EconPapers    
Economics at your fingertips  
 

The Macroeconomist as Scientist and Engineer

N. Gregory Mankiw ()

No 2121, Harvard Institute of Economic Research Working Papers from Harvard - Institute of Economic Research

Abstract: This essay offers a brief history of macroeconomics, together with an evaluation of what has been learned over the past several decades. It is based on the premise that the field has evolved through the efforts of two types of macroeconomist—those who understand the field as a type of engineering and those who would like it to be more of a science. While the early macroeconomists were engineers trying to solve practical problems, macroeconomists have more recently focused on developing analytic tools and establishing theoretical principles. These tools and principles, however, have been slow to find their way into applications.
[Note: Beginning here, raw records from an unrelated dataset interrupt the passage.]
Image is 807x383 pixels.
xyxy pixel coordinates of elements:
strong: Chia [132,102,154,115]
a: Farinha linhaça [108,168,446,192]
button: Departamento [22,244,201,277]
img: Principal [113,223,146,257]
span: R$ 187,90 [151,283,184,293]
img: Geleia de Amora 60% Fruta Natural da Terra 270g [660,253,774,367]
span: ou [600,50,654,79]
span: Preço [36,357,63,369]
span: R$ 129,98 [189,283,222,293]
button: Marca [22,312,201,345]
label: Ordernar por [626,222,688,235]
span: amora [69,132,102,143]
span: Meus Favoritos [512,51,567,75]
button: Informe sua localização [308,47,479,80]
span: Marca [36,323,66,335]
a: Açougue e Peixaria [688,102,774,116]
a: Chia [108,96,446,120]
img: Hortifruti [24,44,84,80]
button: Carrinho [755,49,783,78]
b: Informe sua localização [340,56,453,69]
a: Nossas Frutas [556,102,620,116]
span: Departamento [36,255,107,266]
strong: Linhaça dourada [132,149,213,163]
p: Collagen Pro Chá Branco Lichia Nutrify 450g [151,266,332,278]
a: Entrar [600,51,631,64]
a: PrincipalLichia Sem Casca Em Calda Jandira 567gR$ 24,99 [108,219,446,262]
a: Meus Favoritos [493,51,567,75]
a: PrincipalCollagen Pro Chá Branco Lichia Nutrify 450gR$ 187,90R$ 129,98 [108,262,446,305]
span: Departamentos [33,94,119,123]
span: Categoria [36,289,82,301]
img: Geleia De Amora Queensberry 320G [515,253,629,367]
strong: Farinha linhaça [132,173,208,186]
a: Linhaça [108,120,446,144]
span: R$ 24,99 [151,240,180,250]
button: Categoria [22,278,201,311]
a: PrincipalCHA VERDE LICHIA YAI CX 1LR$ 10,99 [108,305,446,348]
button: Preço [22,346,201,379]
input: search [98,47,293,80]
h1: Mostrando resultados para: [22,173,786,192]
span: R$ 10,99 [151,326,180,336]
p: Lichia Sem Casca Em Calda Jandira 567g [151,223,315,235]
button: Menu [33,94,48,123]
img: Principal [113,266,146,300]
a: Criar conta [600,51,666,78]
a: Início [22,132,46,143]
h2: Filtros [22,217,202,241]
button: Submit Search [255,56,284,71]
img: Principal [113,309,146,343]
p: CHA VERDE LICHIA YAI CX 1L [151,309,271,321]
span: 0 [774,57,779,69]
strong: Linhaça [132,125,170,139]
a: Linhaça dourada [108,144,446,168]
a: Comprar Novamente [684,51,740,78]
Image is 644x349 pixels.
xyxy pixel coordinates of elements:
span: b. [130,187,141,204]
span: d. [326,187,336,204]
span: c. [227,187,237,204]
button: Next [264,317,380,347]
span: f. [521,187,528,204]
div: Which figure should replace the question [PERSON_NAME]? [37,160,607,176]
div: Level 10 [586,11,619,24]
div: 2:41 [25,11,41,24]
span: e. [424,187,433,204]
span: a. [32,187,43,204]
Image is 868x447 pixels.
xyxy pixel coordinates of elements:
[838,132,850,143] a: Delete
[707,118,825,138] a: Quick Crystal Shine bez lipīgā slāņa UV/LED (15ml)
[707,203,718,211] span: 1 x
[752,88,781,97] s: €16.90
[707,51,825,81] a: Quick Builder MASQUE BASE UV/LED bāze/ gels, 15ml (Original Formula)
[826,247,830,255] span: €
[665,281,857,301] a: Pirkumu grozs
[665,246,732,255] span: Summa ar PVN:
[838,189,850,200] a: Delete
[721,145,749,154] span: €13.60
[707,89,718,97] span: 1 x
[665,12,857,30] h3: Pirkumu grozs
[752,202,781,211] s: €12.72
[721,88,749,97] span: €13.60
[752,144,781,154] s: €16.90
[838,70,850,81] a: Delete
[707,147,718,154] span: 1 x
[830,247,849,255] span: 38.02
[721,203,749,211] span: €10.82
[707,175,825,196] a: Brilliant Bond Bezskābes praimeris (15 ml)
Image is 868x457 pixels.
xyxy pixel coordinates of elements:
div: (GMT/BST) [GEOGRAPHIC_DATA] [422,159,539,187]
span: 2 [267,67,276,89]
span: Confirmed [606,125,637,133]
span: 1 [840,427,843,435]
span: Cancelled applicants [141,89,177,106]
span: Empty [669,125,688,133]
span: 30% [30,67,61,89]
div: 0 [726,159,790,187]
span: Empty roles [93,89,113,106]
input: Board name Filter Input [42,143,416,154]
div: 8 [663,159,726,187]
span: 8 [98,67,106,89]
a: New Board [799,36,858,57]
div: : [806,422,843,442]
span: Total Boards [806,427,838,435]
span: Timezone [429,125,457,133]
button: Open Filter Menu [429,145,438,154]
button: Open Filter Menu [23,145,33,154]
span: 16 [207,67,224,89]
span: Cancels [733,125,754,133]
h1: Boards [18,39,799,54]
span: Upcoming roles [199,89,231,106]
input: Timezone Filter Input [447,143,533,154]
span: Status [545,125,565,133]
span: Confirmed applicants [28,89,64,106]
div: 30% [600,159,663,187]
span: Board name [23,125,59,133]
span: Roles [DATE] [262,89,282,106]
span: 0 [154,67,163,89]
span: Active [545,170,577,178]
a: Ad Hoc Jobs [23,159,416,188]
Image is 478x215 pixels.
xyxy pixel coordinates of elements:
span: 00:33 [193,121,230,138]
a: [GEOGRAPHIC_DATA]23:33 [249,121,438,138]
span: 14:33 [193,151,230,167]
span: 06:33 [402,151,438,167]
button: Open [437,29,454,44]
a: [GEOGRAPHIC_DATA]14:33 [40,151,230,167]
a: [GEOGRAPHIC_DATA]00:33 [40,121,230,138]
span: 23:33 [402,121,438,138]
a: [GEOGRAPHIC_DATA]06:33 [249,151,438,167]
As the field of macroeconomics has evolved, one recurrent theme is the interaction—sometimes productive and sometimes not— between the scientists and the engineers.

Date: 2006
View citations in EconPapers

Downloads: (external link)
http://www.economics.harvard.edu/pub/hier/2006/HIER2121.pdf (application/pdf)

Related works:
Working Paper: The Macroeconomist as Scientist and Engineer (2006) Downloads
Journal Article: The Macroeconomist as Scientist and Engineer (2006)
This item may be available elsewhere in EconPapers: Search for items with the same title.

Export reference: BibTeX RIS (EndNote, ProCite, RefMan) HTML/Text

Persistent link: http://EconPapers.repec.org/RePEc:fth:harver:2121

Access Statistics for this paper

More papers in Harvard Institute of Economic Research Working Papers from Harvard - Institute of Economic Research
Contact information at EDIRC.
Series data maintained by Thomas Krichel ().